Foreign Policy Essay
Did al-Qaeda Die With Ayman al-Zawahiri?
Four months after Zawahiri was reportedly killed in a drone strike in Kabul, the terrorist organization still has not announced a successor.
Latest in al-Qaeda
Four months after Zawahiri was reportedly killed in a drone strike in Kabul, the terrorist organization still has not announced a successor.
The growing prevalence of terrorist ideologies that organize and encourage attacks without formal organizational structures will require analysts and policymakers to rethink their definitions.
The hijackers’ travel patterns before the attacks help reveal the terrorists’ organizational structure.

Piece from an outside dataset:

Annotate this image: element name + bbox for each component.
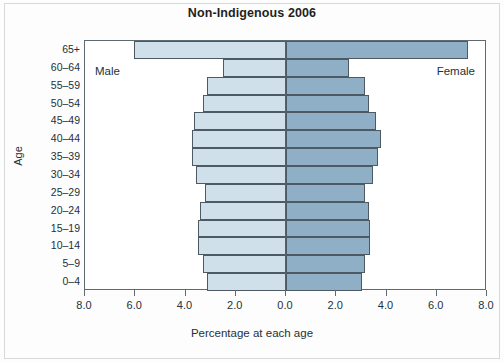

The U.S. killing of the al-Qaeda leader in Afghanistan was not justified in self-defense or under the international law of war or international human rights law. It looks more like an extrajudicial execution, or revenge murder, for past acts of terrorism.
In the culmination of a manhunt that lasted almost 21 years, the U.S. government appears to have located and killed Ayman al-Zawahiri. Here are the legal questions the Biden administration likely worked through before the strike.
Bin Laden's successor steered the organization through a tumultuous decade and left it stagnated, but the next leader will have new opportunities for growth.
What does it mean when individuals and groups are included in U.N. terrorism reports but don't make the cut for sanctions?
The United States should be exploring new approaches for attaining its counterterrorism goals.
The threat landscape will require careful prioritization.
Counterterrorism experts need to get ahead of the curve of terrorist innovation with new, commercially-available products.